Inside the gallery, and equally as breathtaking, is the “Black Artists in America, From the Bicentennial to September 11” exhibit, which runs through Sunday, March 29. This is the third installment of a three-part series that started years ago and illustrates part of the Black experience through visual arts in the 20th century.

“This story picks up where part two left off,’’ said Kevin Sharp, the Linda W. and S. Herbert Rhea director for the Dixon. “This era is when we really start to see the emergence of these important Black artists’ agency and freedom shine through. They start to say and express what they want to, and it was a really beautiful time.”

With 50+ paintings, sculptures and assemblages, the exhibit features artists like Varnette Honeywood from Los Angeles, whose pieces appeared in Bill Coby’s private collection (before they were auctioned off) and on “The Cosby Show.” Also included are works by Alonzo Davis, another Los Angeles artist who opened one of the first galleries there where Black Artists could exhibit.

“Though [Davis] was from LA, he actually lived in Memphis for a decade,” said Sharp. “He was a dean at Memphis College of Art, and later opened the first gallery in New York owned and operated by black curators.”

Another featured artist is former NFL player, Ernie Barnes.

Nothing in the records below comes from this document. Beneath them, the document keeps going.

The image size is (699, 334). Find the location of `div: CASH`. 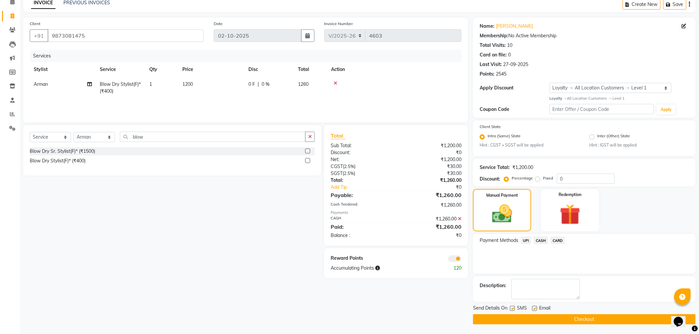

div: CASH is located at coordinates (361, 219).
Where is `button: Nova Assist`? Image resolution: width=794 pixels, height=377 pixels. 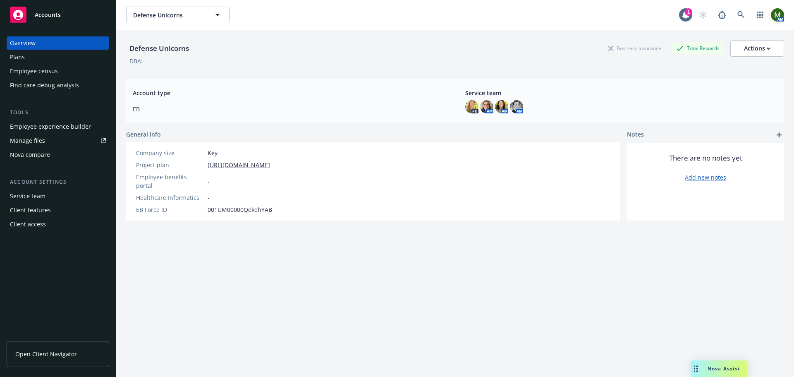 button: Nova Assist is located at coordinates (719, 369).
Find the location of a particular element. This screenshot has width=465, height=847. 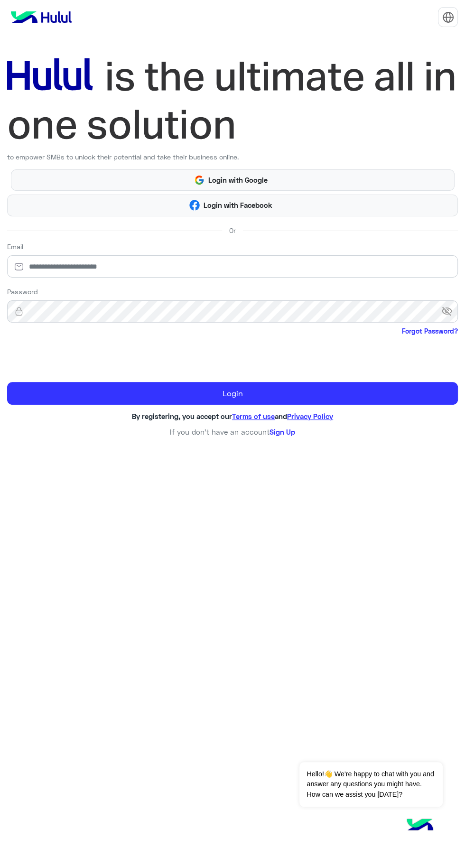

His work is distinctive. Where have you seen one of his most popular paintings, Sugar Shack? On the end scene and credits of the hit show “Good Times.” His piece Saturday Night, Durham, North Carolina, 1974 is in this collection.

Memphis native James Little’s “The War Baby: The Triptych” is among more than 50 works featured in “Black Artists in America, From the Bicentennial to September 11” at the Dixon Gallery & Gardens, the final installment of a three-part series highlighting the impact and evolution of Black artists through 2011.

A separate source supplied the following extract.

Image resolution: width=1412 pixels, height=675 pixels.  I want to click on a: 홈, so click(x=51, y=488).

Memphis native James Little’s “The War Baby: The Triptych” is among more than 50 works featured in “Black Artists in America, From the Bicentennial to September 11” at the Dixon Gallery & Gardens, the final installment of a three-part series highlighting the impact and evolution of Black artists through 2011.

The exhibit features other artists with Memphis ties, including abstract painter James Little, who was raised in a segregated Memphis and attended Memphis Academy of Art (before it was Memphis College of Art). He later moved to New York, became a teacher and an internationally acclaimed fixture in the art world in 2022 when he was named a Whitney Biennial selected artist at the Whitney Museum of American Art in New York.

Other artists like Romare Bearden, who had a Southern experience but lived up North, were featured in all three installments.

“During this period of time, he was a major figure,” said Sharp. “He wrote one of the first books on the history of African American art during a time when there were more Black academics, art teachers, more Black everything!”

Speaking of Black educators, Sharp said the head curator behind this tri-part series and Dixon’s partner in the arts is Earnestine Jenkins, Ph.D., an art history professor at the University of Memphis, who also earned a Master of Arts degree from Memphis State University (now UofM).  “We began working with Dr. Jenkins in 2018,” he said.

Sharp explained that it takes a team of curators, registrars, counterparts at other museums, and more, about three years to assemble an exhibit like this. It came together quite seamlessly, he added. Each room conjured up more jaw-dropping “wows” than the one before it. Each piece worked with the others to tell the story of Black people and their collective experience during this time period.

One of the last artists about whom Sharp shared information was Bettye Saar, who will turn 100 years old this year. She’s been working in Los Angeles for 80 years and is finally getting her due. Her medium is collages or assemblages, and an incredible work of hers is on display. She’s married to an artist and has two daughters, also artists.

The exhibit catalogue bears some of these artists’ stories, among other scholarly information.

The exhibit, presented by the Joe Orgill Family Fund for Exhibitions, is culturally and colorfully rich. It is a must see and admission to the Dixon is free.

Visit https://www.dixon.org/ to learn more.

Fun Facts: An original James Little design lives in the flooring of the basketball court at Tom Lee Park, and he makes and mixes his own paint colors.